Both contemporary groups of women religious—the Conference of Major Superiors of Women Religious and the Leadership Conference of Women Religious—witness to the Gospel revealed in Jesus Christ, but their trajectories differ. The former primarily seeks to be espoused to Christ; their focus is a heavenly nuptial union. The latter group primarily follows Christ the liberator, witnessing to Christ amid the struggles of history. In both groups one can find idols, secrets and dysfunction as well as saints, prophets and mystics. Both groups are sinful and redeemed. Both follow canon law; both maintain health insurance, car insurance, retirement funds and plots for burial.

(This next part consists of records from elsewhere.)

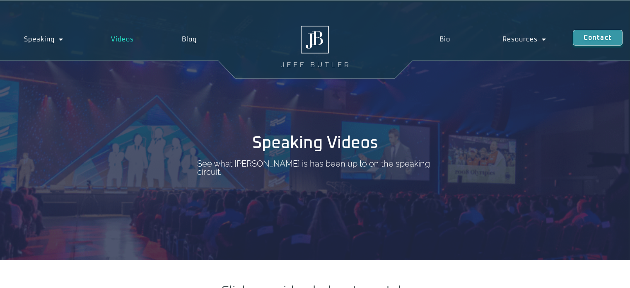 This screenshot has width=630, height=288. I want to click on h1: Speaking Videos, so click(315, 143).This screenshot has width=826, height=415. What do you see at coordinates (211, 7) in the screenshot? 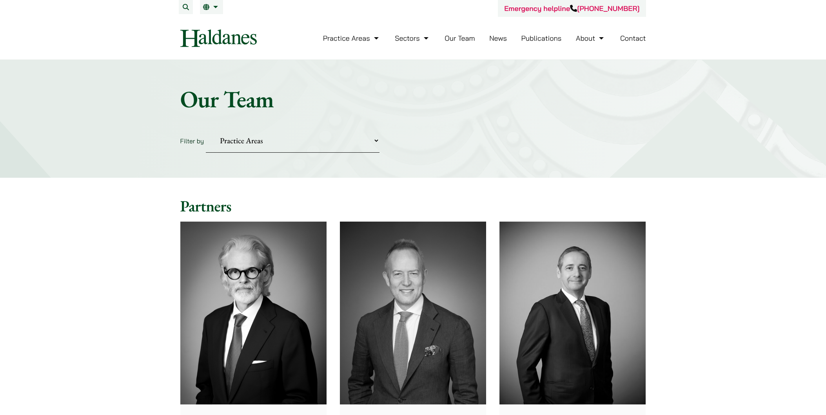
I see `a: EN` at bounding box center [211, 7]. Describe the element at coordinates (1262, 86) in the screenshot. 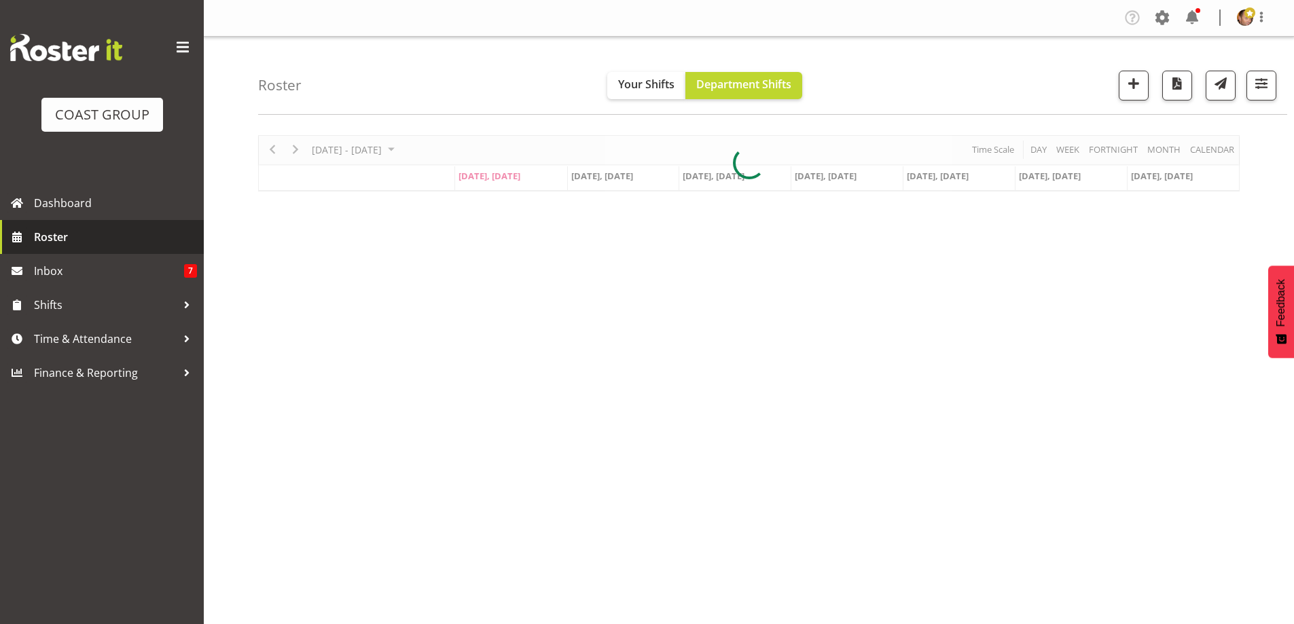

I see `button: Filter Shifts` at that location.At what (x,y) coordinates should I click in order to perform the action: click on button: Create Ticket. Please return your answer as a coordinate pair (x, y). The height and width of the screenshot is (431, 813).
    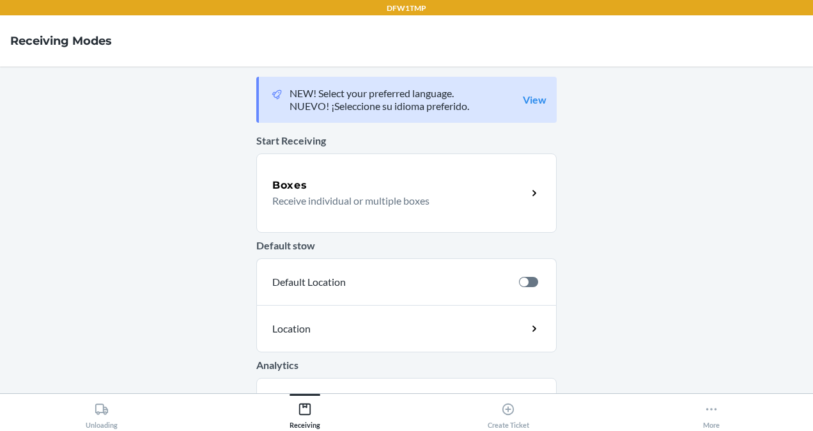
    Looking at the image, I should click on (508, 411).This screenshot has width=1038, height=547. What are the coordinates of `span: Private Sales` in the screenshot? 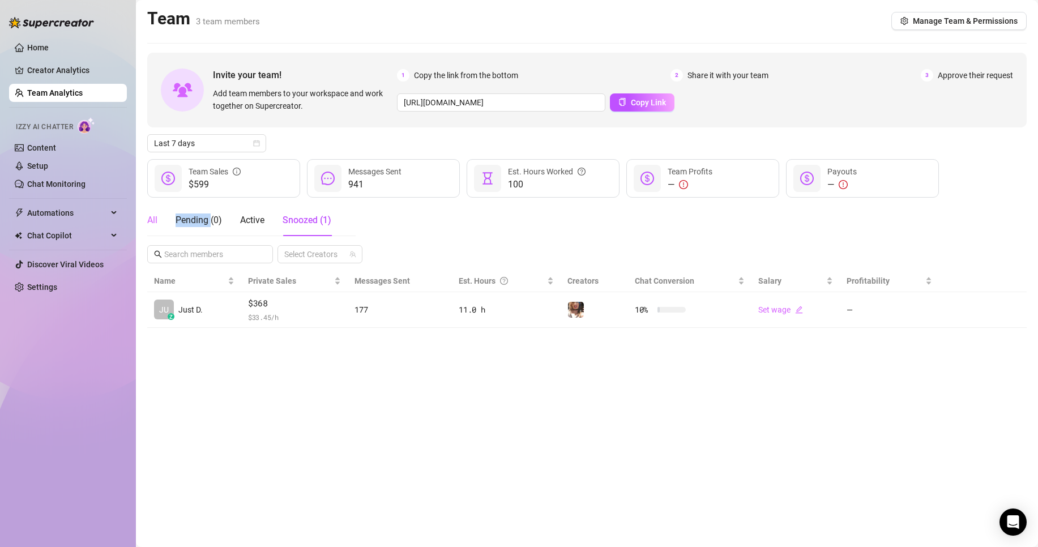 It's located at (272, 281).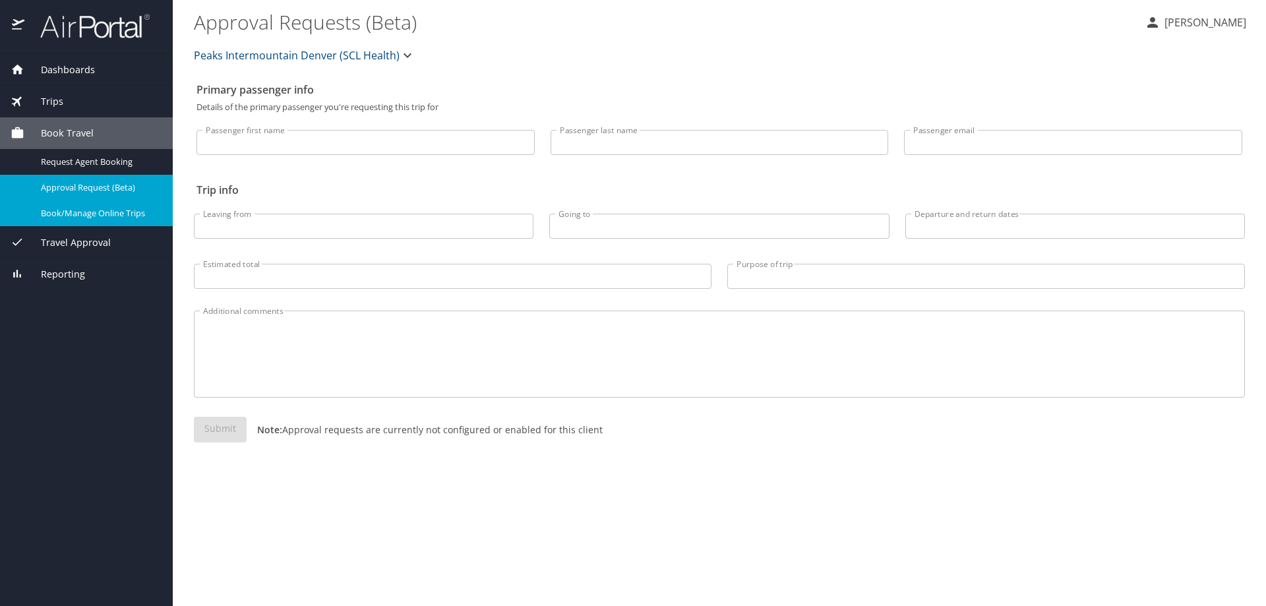 The image size is (1266, 606). I want to click on h2: Trip info, so click(719, 190).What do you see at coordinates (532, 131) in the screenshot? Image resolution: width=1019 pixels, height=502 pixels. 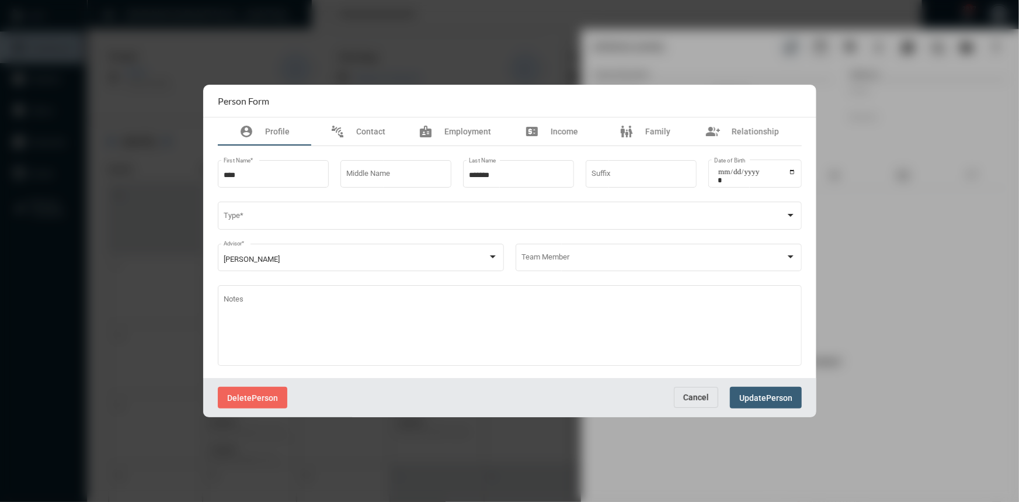 I see `mat-icon: price_change` at bounding box center [532, 131].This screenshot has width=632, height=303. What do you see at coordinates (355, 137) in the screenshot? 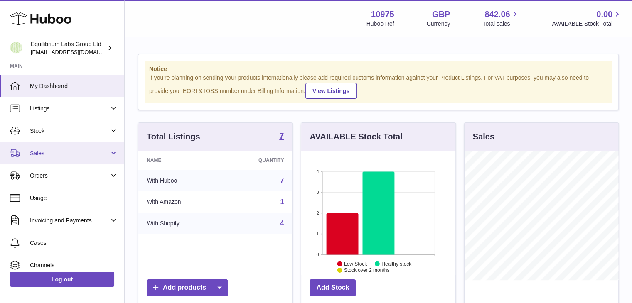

Teilhard’s Evolutionary Vision

What difference does religious life make to the world? Pierre Teilhard de Chardin, S.J., brought light to this question by understanding Christianity in an evolutionary universe. What we do and the decisions we make in history, Teilhard said, influence the genesis of Christ. Christ is the goal of the universe, the new creation, the future of what we are coming to be. We who are baptized into Christ must let go in love and descend into solidarity with the earth. Teilhard noted that there is nothing profane on earth for those who know how to see. Adoration means seeing the depths of divine love in ordinary reality and loving what we see. This universe is holy because it is grounded in the Word of God. It is Christ, the living one, who is coming to be.

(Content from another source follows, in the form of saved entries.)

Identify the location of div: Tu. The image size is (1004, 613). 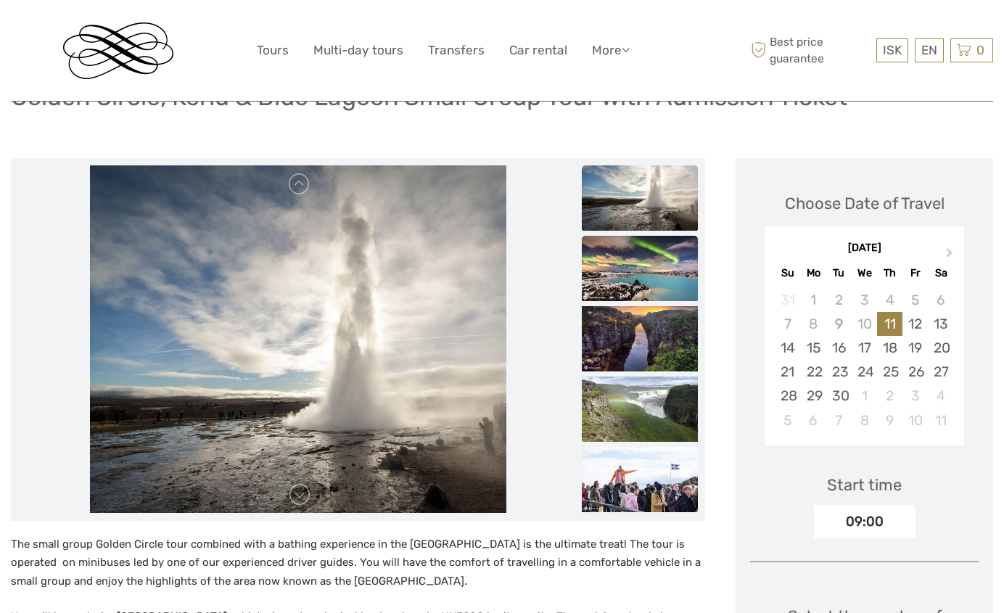
(839, 273).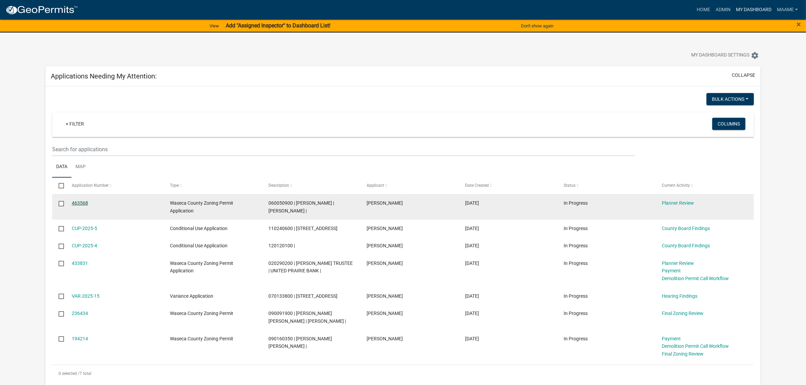  What do you see at coordinates (311, 267) in the screenshot?
I see `span: 020290200 | AMY DILLON TRUSTEE | UNITED PRAIRIE BANK |` at bounding box center [311, 267].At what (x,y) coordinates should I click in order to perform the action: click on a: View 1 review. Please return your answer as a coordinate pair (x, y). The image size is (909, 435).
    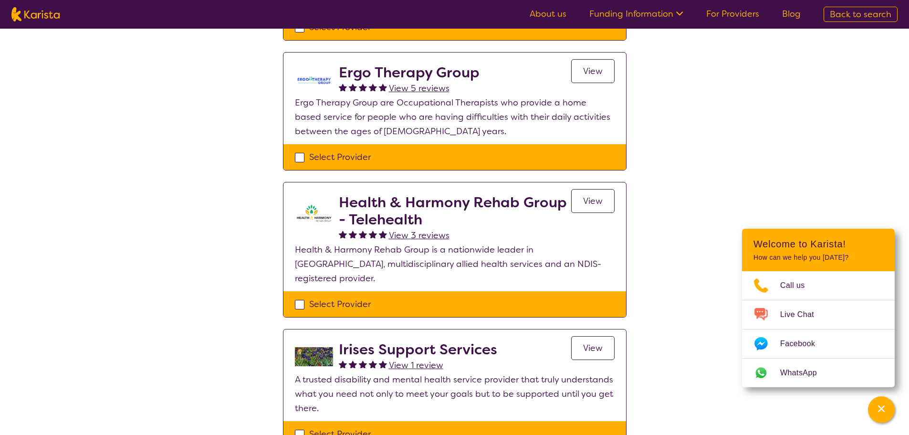
    Looking at the image, I should click on (416, 365).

For many years I wondered whether women religious had misread the signs of the time. Yet as I have pondered the mystery of God, I have come to believe that the evolutionary universe is moving forward in part because women religious are working in the trenches of humanity among those who are poor, oppressed and forgotten. Today world religions are playing a greater role in the synthesis of a new religious consciousness. The women of L.C.W.R. have risked their lives in the pursuit of authentic Incarnation and have proclaimed prophetically that the love of God cannot be exterminated or suppressed. They continue to fight for systemic change on behalf of oppressed people. Congregations may die out, but the paths inscribed in history by the women religious of Vatican II are nothing less than the evolutionary shoots of a new future.

As Teilhard noted, suffering and sacrifice are part of the evolutionary process. Isolated structures must give way to more complex unions. To live with an evolutionary spirit is to let go of old structures and to engage new structures when the right time comes. The new heaven and earth promised by God will not come about by cutting ourselves off from the world or forming Catholic ghettos. It will not unfold through the triumph of ecclesiastical power. It will come about as we follow the footprints of the crucified one, descending into the darkness of humanity and rising in the power of love. This is the path to a new creation symbolized by Christ.

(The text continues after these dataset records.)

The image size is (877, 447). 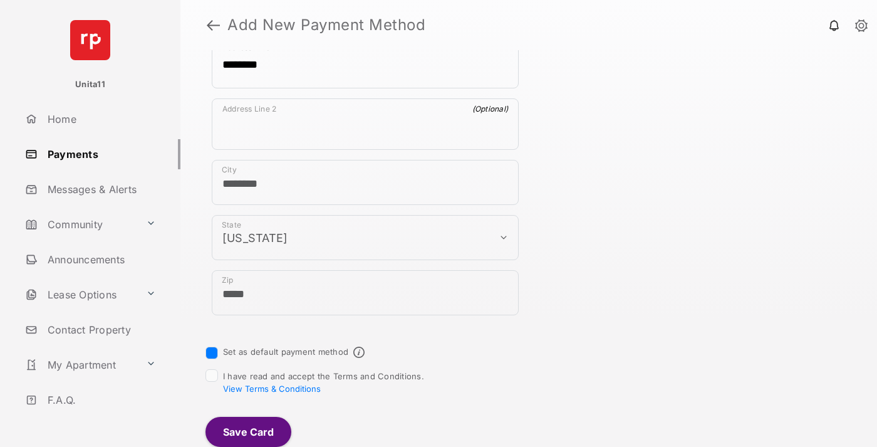 What do you see at coordinates (90, 85) in the screenshot?
I see `p: Unita11` at bounding box center [90, 85]. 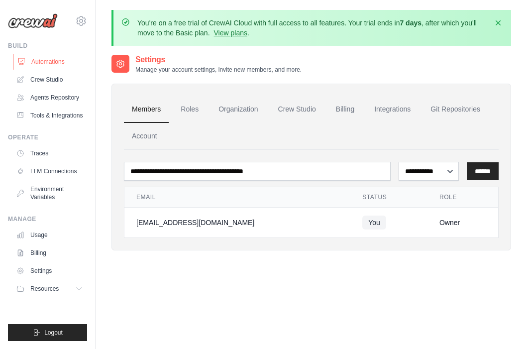 I want to click on a: Traces, so click(x=49, y=153).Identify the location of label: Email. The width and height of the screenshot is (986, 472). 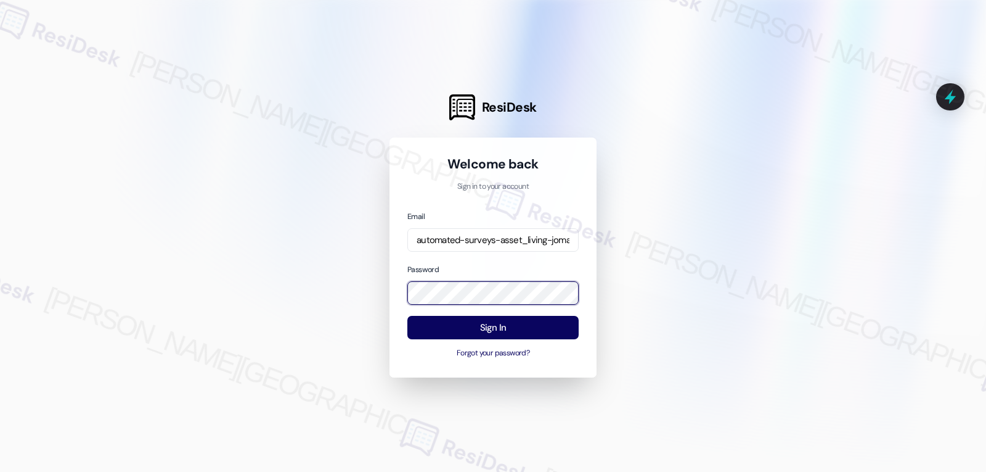
(416, 216).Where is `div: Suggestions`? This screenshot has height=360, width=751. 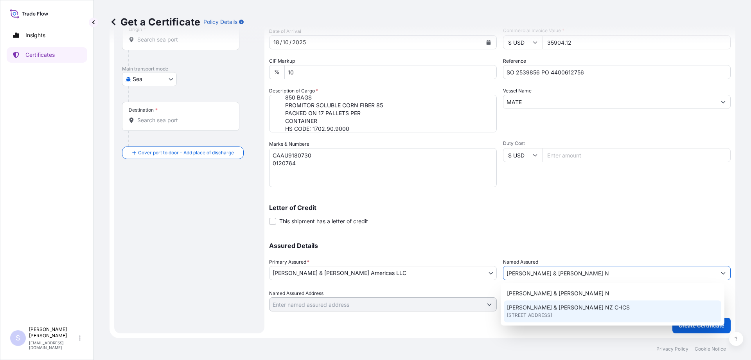 div: Suggestions is located at coordinates (613, 304).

We believe that what happened between God and the world in Christ points to the future of the cosmos. That future involves a radical transformation of created reality through the unitive power of God’s love. To be a Christbearer is to focus on the inner depth of love. It is love that puts flesh on the face of God, love that makes Christ alive; love is the power of the future and the unfolding of Christ.

History will not remember what we wore, where we lived or how we prayed, whether as Concilium or Communio Catholics.

In the evening of life we all shall be judged on love alone.